By the autumn, the violence in the Valley had ebbed, and talk of dialogue was once more in the air . Shujaat now telephoned me in Bengaluru, saying he wished to bring a group to speak with citizens in my city. For too long Kashmiris had conversed only with people in Delhi, whose positions were often over-determined by either proximity or hostility to the Government of the day. They needed to range beyond the capital, to speak with Indians in the South as well.

Aiding Shujaat Bukhari in this dialogue was Air Vice Marshal Kapil Kak, a decorated war hero. In the first week of December 2017 they brought to Bengaluru a group that included two other residents of the Valley, as well as a representative each from Jammu and Ladakh. They all spoke at a public event in the Bangalore International Centre, which sadly (or perhaps shamefully, since this is allegedly a high-tech city) was not recorded for posterity. I remember the discussion as being rich, nuanced, and wideranging. One younger radical spoke feelingly of how India was interested only in the territory of Kashmir, not its people. The lady from Ladakh spoke of the importance of civil society organisations in building trust among different sections. The man from Jammu spoke of how the common ground of trade and livelihood could trump suspicion between the three regions of the State.

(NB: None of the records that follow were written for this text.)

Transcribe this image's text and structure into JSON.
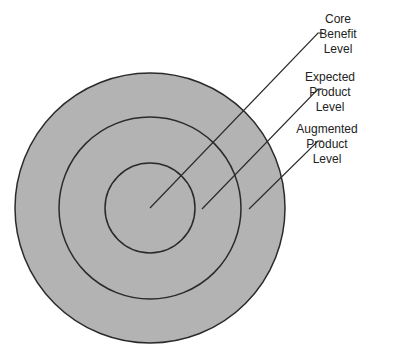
{
  "diagram": {
    "title": "",
    "fill_color": "#b3b3b3",
    "stroke_color": "#2a2a2a",
    "levels": [
      {
        "label_lines": [
          "Core",
          "Benefit",
          "Level"
        ]
      },
      {
        "label_lines": [
          "Expected",
          "Product",
          "Level"
        ]
      },
      {
        "label_lines": [
          "Augmented",
          "Product",
          "Level"
        ]
      }
    ]
  }
}
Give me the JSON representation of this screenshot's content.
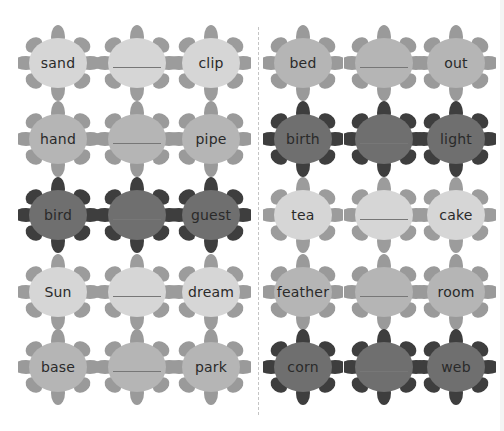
{
  "worksheet": {
    "type": "compound-word flower matching",
    "palette": {
      "light": {
        "center": "#d6d6d6",
        "petal": "#9c9c9c"
      },
      "medium": {
        "center": "#b5b5b5",
        "petal": "#9a9a9a"
      },
      "dark": {
        "center": "#6f6f6f",
        "petal": "#3e3e3e"
      }
    },
    "left_column": [
      {
        "tone": "light",
        "first": "sand",
        "blank": "",
        "second": "clip"
      },
      {
        "tone": "medium",
        "first": "hand",
        "blank": "",
        "second": "pipe"
      },
      {
        "tone": "dark",
        "first": "bird",
        "blank": "",
        "second": "guest"
      },
      {
        "tone": "light",
        "first": "Sun",
        "blank": "",
        "second": "dream"
      },
      {
        "tone": "medium",
        "first": "base",
        "blank": "",
        "second": "park"
      }
    ],
    "right_column": [
      {
        "tone": "medium",
        "first": "bed",
        "blank": "",
        "second": "out"
      },
      {
        "tone": "dark",
        "first": "birth",
        "blank": "",
        "second": "light"
      },
      {
        "tone": "light",
        "first": "tea",
        "blank": "",
        "second": "cake"
      },
      {
        "tone": "medium",
        "first": "feather",
        "blank": "",
        "second": "room"
      },
      {
        "tone": "dark",
        "first": "corn",
        "blank": "",
        "second": "web"
      }
    ]
  }
}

Shujaat Bukhari and Kapil Kak complemented one another well; serving journalist and retired officer, Muslim and Hindu, one young enough to have memories of the purging of the Pandits, the other old enough to have grown up in the high noon of Kashmiri syncreticism. Unlike some other writers from Kashmir, Shujaat was absolutely not in denial of the awful treament that had been meted out by the jihadis to his Hindu compatriots. He understood that, by standing apart when they were forced to flee, the Muslims of Kashmir had let down their Pandit brothers and sisters.

At the same time, Shujaat was clear that, for the Union government, the tragedy of the Pandits had become an excuse to do nothing to right the historic wrongs of the Kashmiris as a whole. Young boys who had not been born when the Pandits fled were set upon savagely by the paramilitary, with jingoistic TV channels cheering them on. That is why he sought to take the conversation beyond Delhi to other cities, where (he hoped) Kashmiris might meet with a more sympathetic, less prejudiced, hearing.

Bridging divides

Within Kashmir, Shujaat Bukhari was a bridge between young and old, militants and moderates. His newspaper was alert to the divide between the regions of the state, reporting developments in Jammu and Ladakh even while inevitably focusing more attention on the Valley. His own gentle personality and self-effacing manner were invaluable aids in this process of dispelling doubts and misrecognition.

Journalists in New Delhi knew Shujaat Bukhari far better than I. My own meetings with him were few and episodic. Yet they left a deep impression; of a man of knowledge and empathy, resolution and character, speaking on behalf of a people cruelly treated by history and by the governments of India and of Pakistan.